** Opening Source records block **
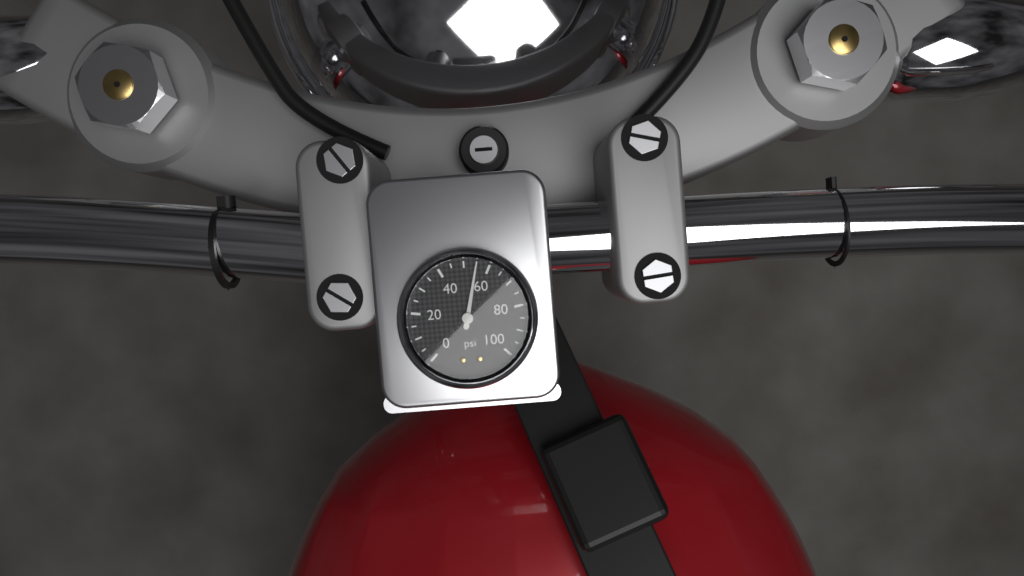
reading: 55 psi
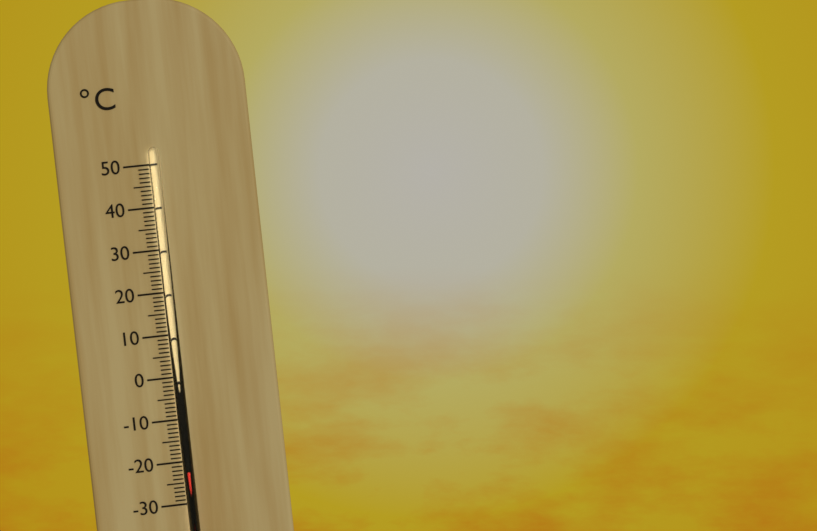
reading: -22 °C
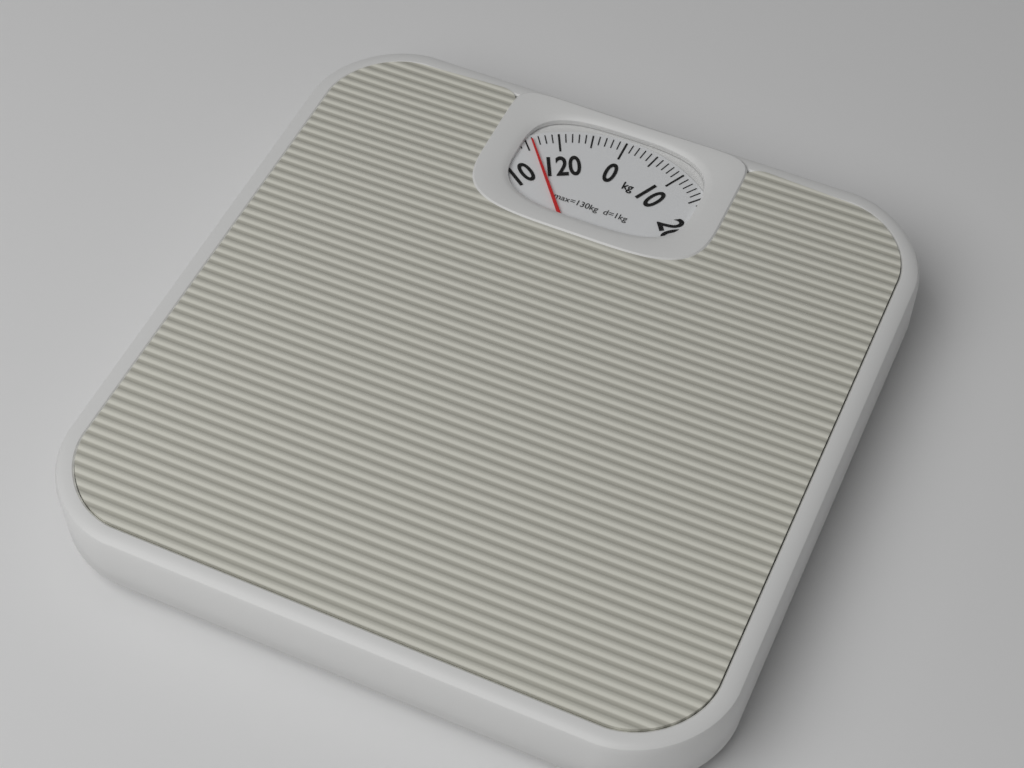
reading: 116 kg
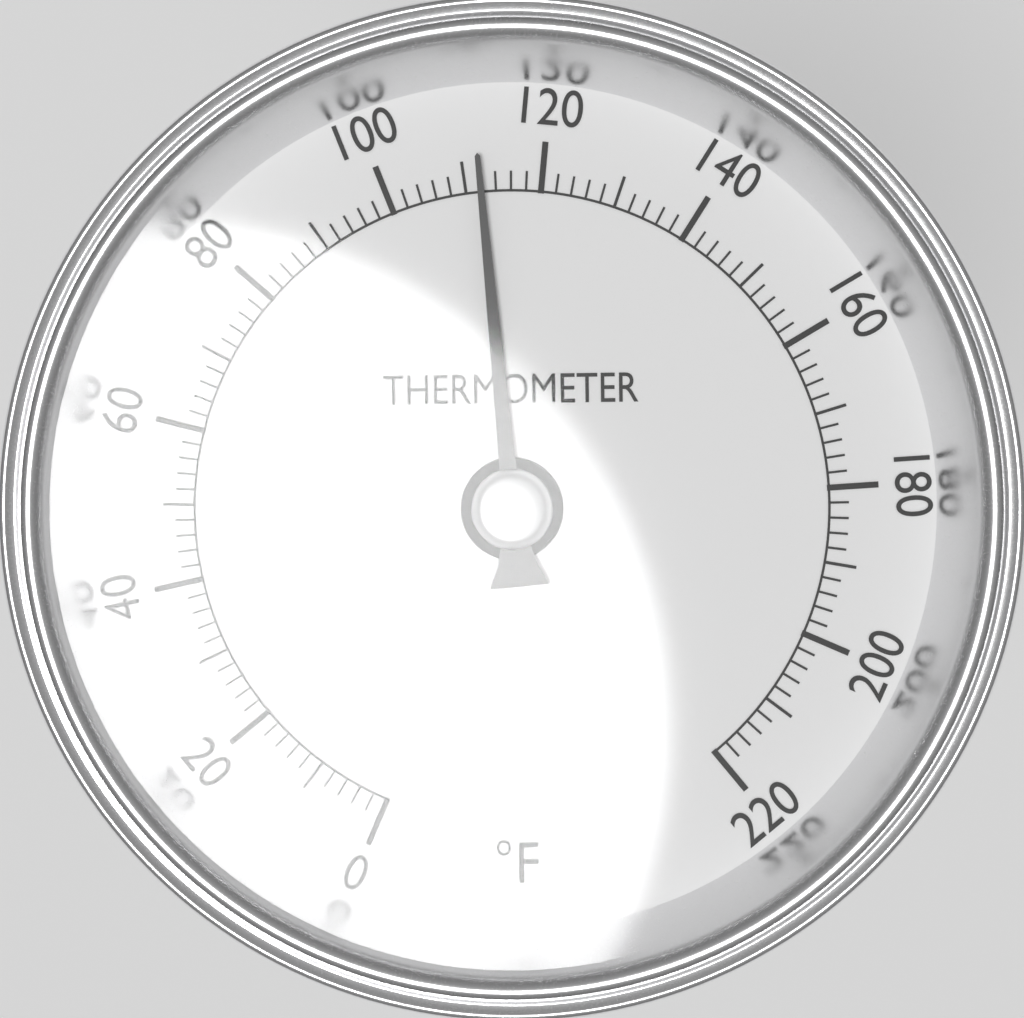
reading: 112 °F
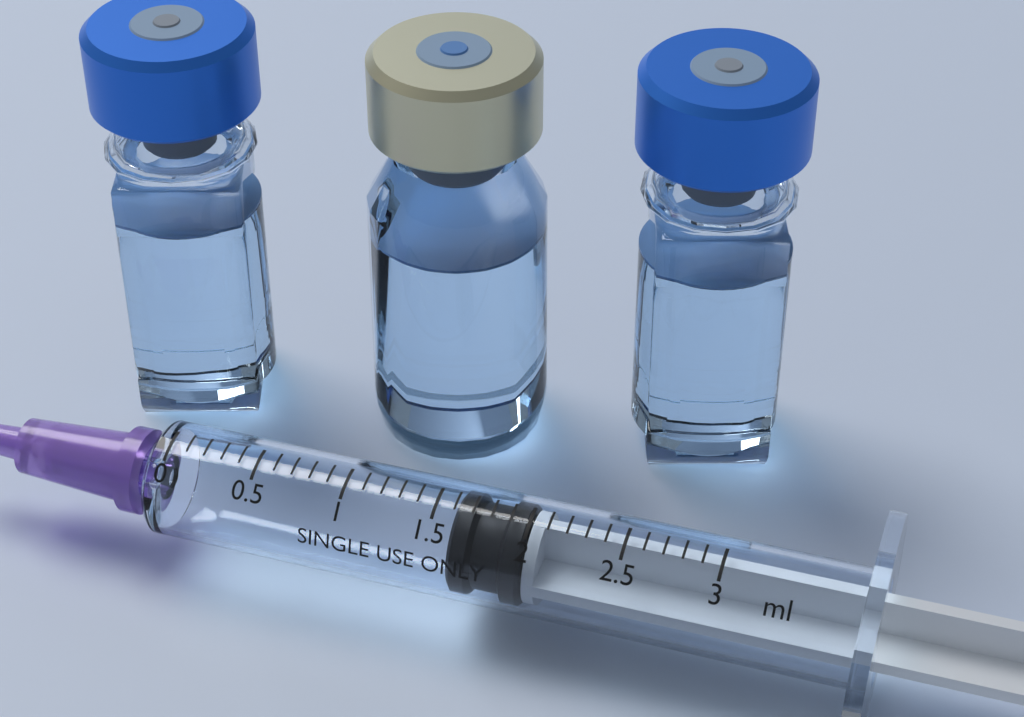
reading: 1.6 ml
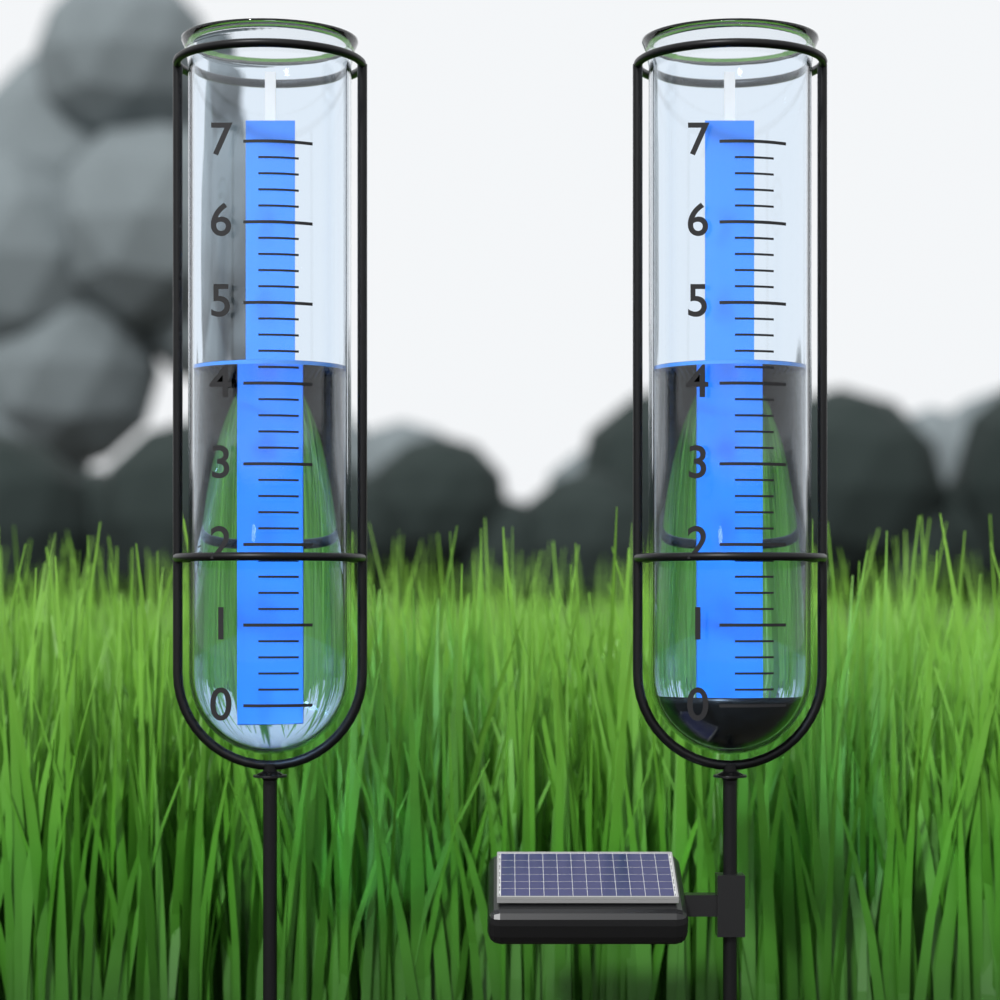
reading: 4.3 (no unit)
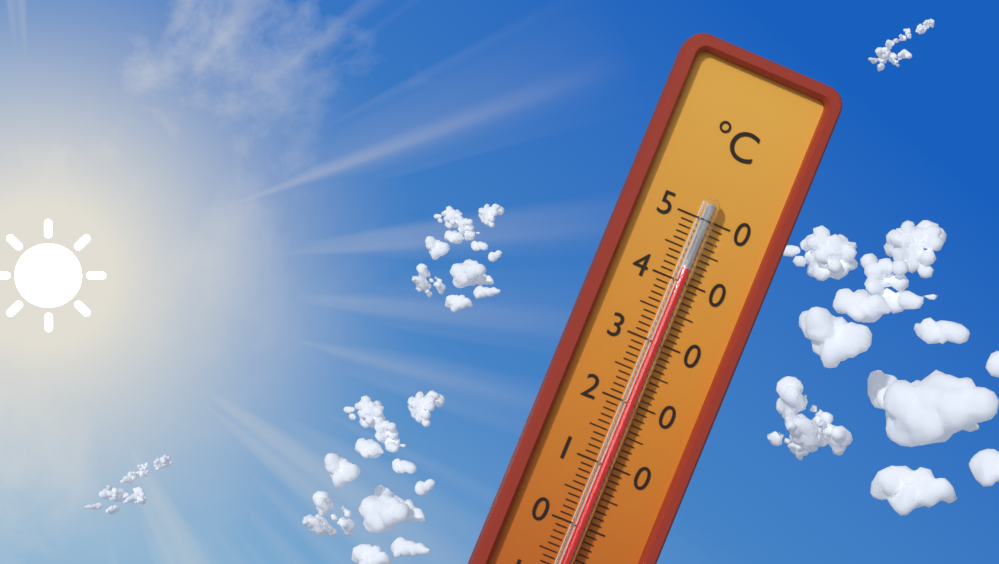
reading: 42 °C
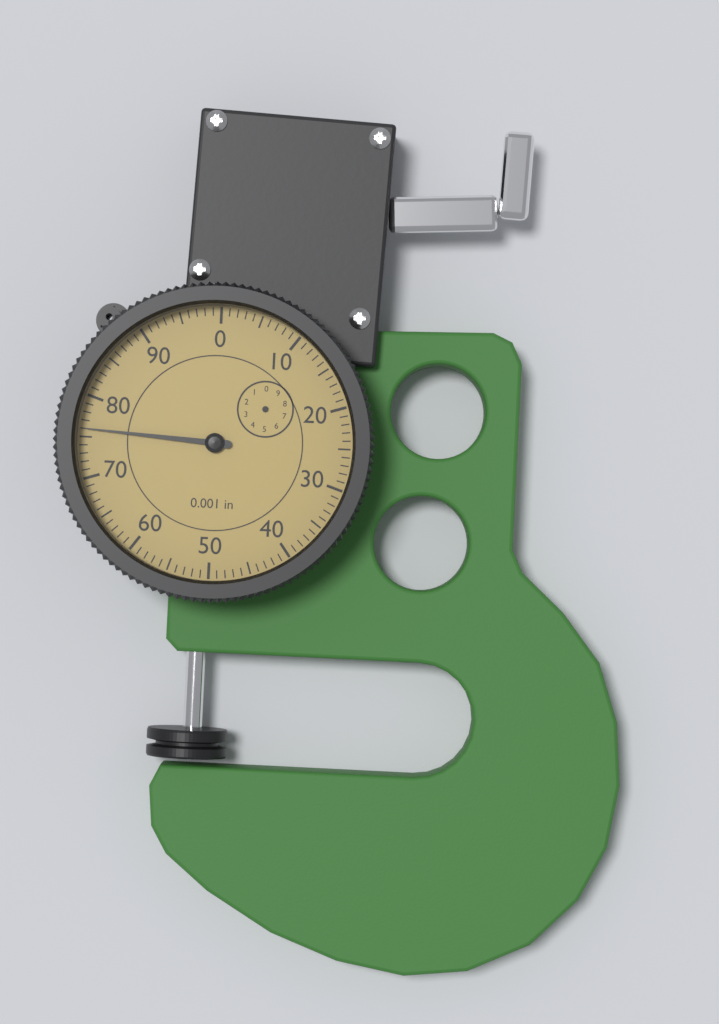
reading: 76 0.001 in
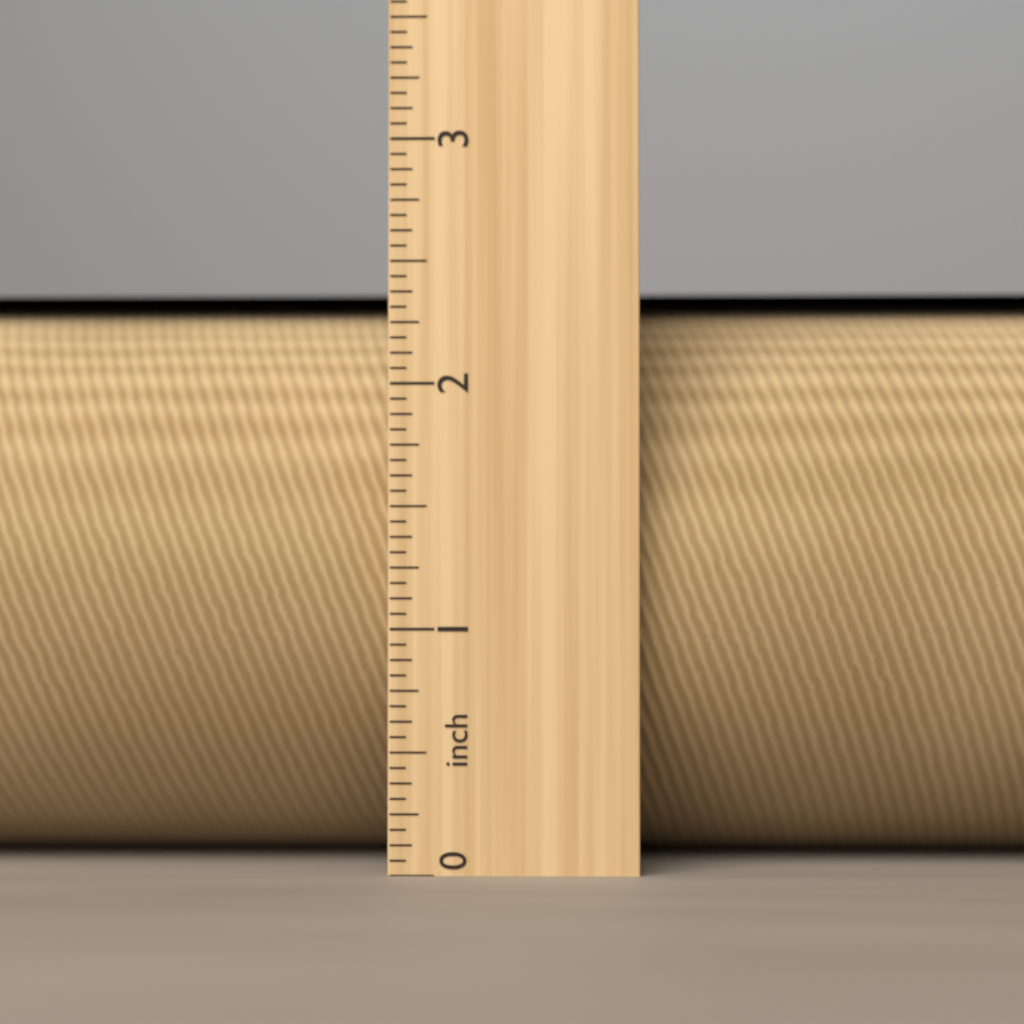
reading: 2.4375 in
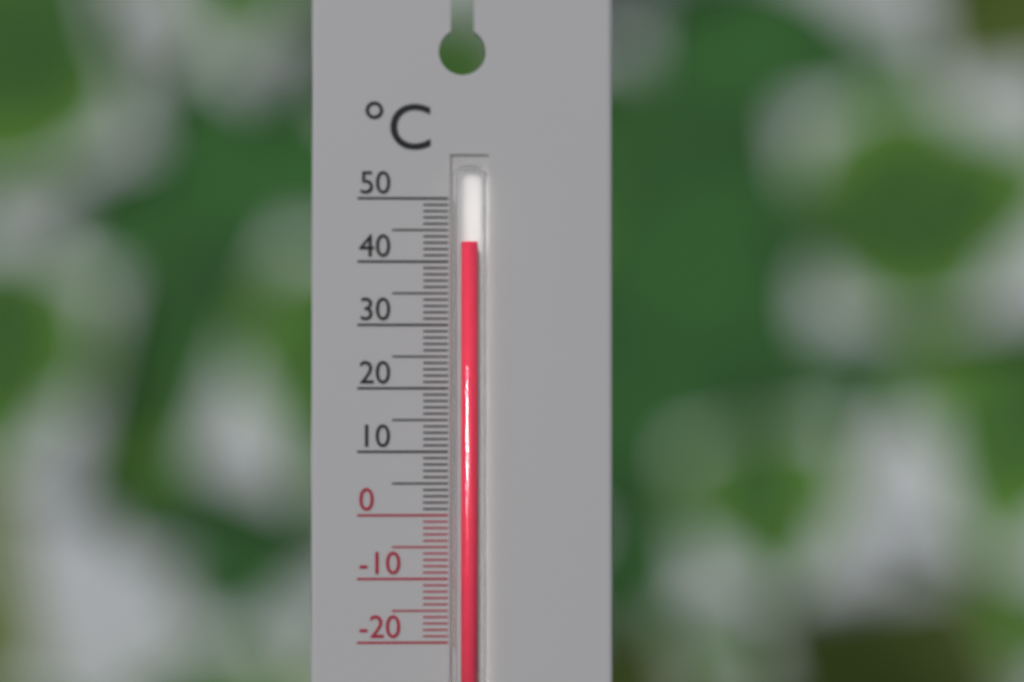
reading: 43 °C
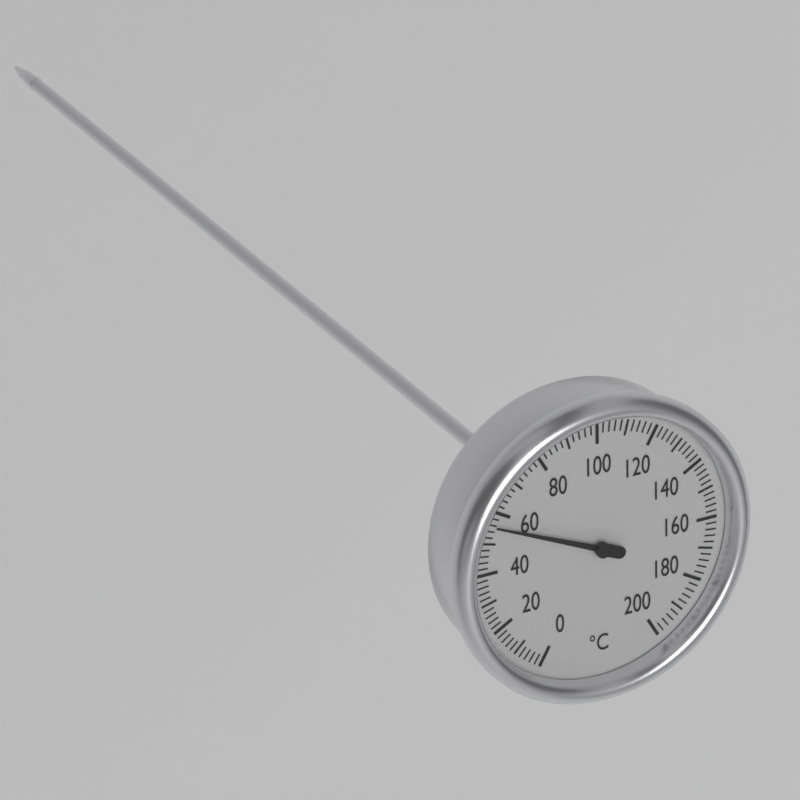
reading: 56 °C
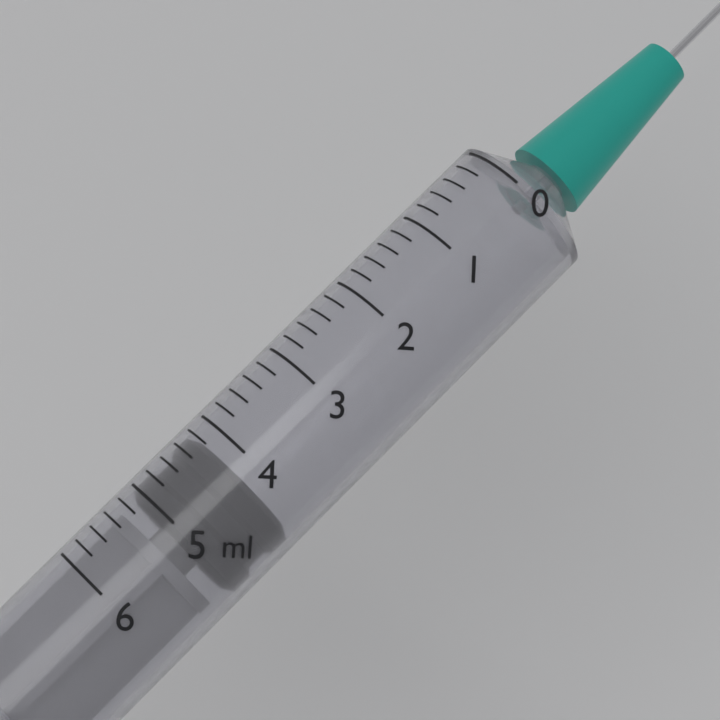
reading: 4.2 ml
** Closing Source records block **
## Instructions for the task
Exact copy, no pictures: reproduce every record above.

## Result for this task
reading: 55 psi
reading: -22 °C
reading: 116 kg
reading: 112 °F
reading: 1.6 ml
reading: 4.3 (no unit)
reading: 42 °C
reading: 76 0.001 in
reading: 2.4375 in
reading: 43 °C
reading: 56 °C
reading: 4.2 ml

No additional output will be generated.